Natural polymers of sugars

Biopolymers of sugars are common in nature. Through photosynthesis plants produce glucose, which has the formula C6H12O6, and convert it for storage as an energy reserve in the form of other carbohydrates such as starch, or (as in cane and beet) as sucrose (table sugar). Sucrose has the chemical formula C12H22O11. Starch, consisting of a two different polymers of glucose, is a readily degradable chemical energy stored by cells, convert to other types of energy.

Cellulose is a polymer of glucose used by plants as structural component.

DNA and RNA are built up of the sugars ribose and deoxyribose.

Sucrose: a disaccharide of glucose (left) and fructose (right), important molecules in the body.

The sugar in DNA, deoxyribose has the formula C5H10O4.

ant feeding on sugar crystals

Etymology

The etymology reflects the spread of the commodity. The English word "sugar" originates from the Arabic word سكر sukkar, itself derived from Sanskrit शर्करा Sharkara.
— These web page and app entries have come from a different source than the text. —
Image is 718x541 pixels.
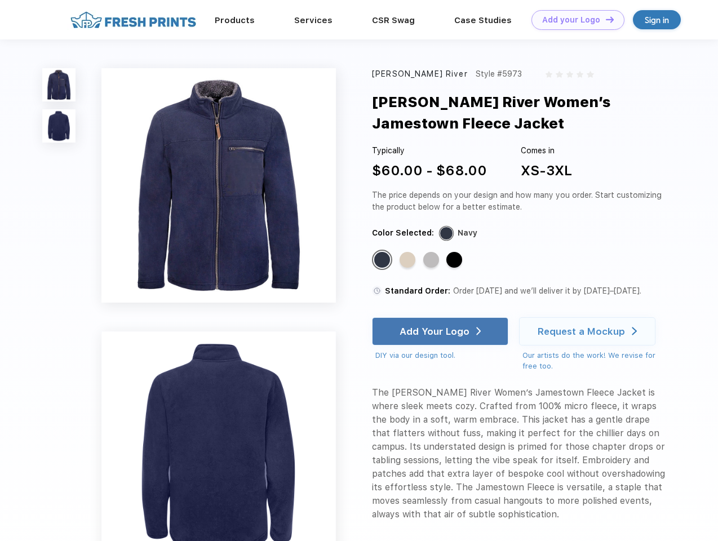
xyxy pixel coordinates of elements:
div: Style #5973 [476,68,522,80]
img: func=resize&h=100 [42,68,76,102]
img: gray_star.svg [577,71,584,78]
img: func=resize&h=640 [102,68,336,303]
div: Sand [400,252,416,268]
div: Our artists do the work! We revise for free too. [523,350,667,372]
span: Standard Order: [385,286,451,295]
div: Color Selected: [372,227,434,239]
div: The [PERSON_NAME] River Women’s Jamestown Fleece Jacket is where sleek meets cozy. Crafted from 1... [372,386,667,522]
img: gray_star.svg [546,71,553,78]
img: standard order [372,286,382,296]
div: Sign in [645,14,669,27]
div: Comes in [521,145,572,157]
img: fo%20logo%202.webp [67,10,200,30]
img: gray_star.svg [567,71,573,78]
div: [PERSON_NAME] River [372,68,468,80]
div: [PERSON_NAME] River Women’s Jamestown Fleece Jacket [372,91,695,135]
div: Request a Mockup [538,326,625,337]
img: white arrow [632,327,637,336]
div: DIY via our design tool. [376,350,509,361]
div: Add your Logo [542,15,601,25]
div: XS-3XL [521,161,572,181]
a: Products [215,15,255,25]
div: Typically [372,145,487,157]
div: Navy [458,227,478,239]
span: Order [DATE] and we’ll deliver it by [DATE]–[DATE]. [453,286,642,295]
div: Navy [374,252,390,268]
img: gray_star.svg [587,71,594,78]
div: The price depends on your design and how many you order. Start customizing the product below for ... [372,189,667,213]
div: $60.00 - $68.00 [372,161,487,181]
div: Light-Grey [423,252,439,268]
img: DT [606,16,614,23]
a: Sign in [633,10,681,29]
img: func=resize&h=100 [42,109,76,143]
div: Add Your Logo [400,326,470,337]
img: gray_star.svg [556,71,563,78]
img: white arrow [476,327,482,336]
div: Black [447,252,462,268]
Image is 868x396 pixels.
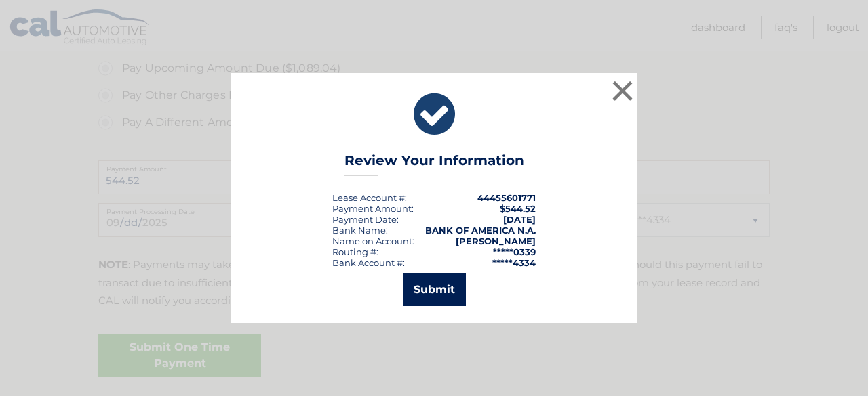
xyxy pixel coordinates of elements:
span: $544.52 [500,203,535,214]
strong: [PERSON_NAME] [455,236,535,246]
strong: 44455601771 [477,192,535,203]
div: Bank Name: [332,225,387,236]
div: Payment Amount: [332,203,413,214]
div: Routing #: [332,246,379,257]
span: [DATE] [503,214,535,225]
div: Name on Account: [332,236,414,246]
div: Lease Account #: [332,192,407,203]
div: Bank Account #: [332,257,405,268]
span: Payment Date [332,214,396,225]
h3: Review Your Information [344,153,524,176]
div: : [332,214,398,225]
button: Submit [403,274,465,306]
strong: BANK OF AMERICA N.A. [425,225,535,236]
button: × [609,77,636,104]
It came to English by way of French, Spanish and/or Italian, which derived their word for sugar from the Arabic and Persian شکر shakar (whence the Portuguese word açúcar, the Spanish word azúcar, the Italian word zucchero, the Old French word zuchre and the contemporary French word sucre). (Compare the OED.) The Greek word for "sugar", Ζάχαρη zahari, means "pebble". Note that the English word jaggery (meaning "coarse brown Indian sugar") has similar ultimate etymological origins (presumably in Sanskrit).

See also

Notes

  1. ^ "IUPAC Gold Book - sugars". Goldbook.iupac.org. 2009-09-07. http://goldbook.iupac.org/S06088.html. Retrieved 2009-12-20. 
  2. ^ Wuebben, Joseph and Mike Carlson. "Sugar: What Kinds to Eat and When." http://men.webmd.com/features/sugar-what-kinds-eat-when
  3. ^ International sugar statistics http://www.illovosugar.com/World_of_sugar/Sugar_Statistics/International.aspx
  4. ^ "WHO Technical Report Series 916 Diet, Nutrition and the Prevention of Chronic Diseases". November 2009. http://whqlibdoc.who.int/trs/WHO_trs_916.pdf. Retrieved 2010-03-19. 
  5. ^ "Engineering Resources - Bulk Density Chart," Powder and Bulk
  6. ^ Deulgaonkar, Atul (March 12–25, 2005). "A case for reform". Frontline 22 (8). http://www.hinduonnet.com/fline/fl2208/stories/20050422000804500.htm. 
  7. ^ Compare the OED and the Online Etymology Dictionary.
  8. ^ Ahmad Y Hassan, Transfer Of Islamic Technology To The West, Part III: Technology Transfer in the Chemical Industries, History of Science and Technology in Islam.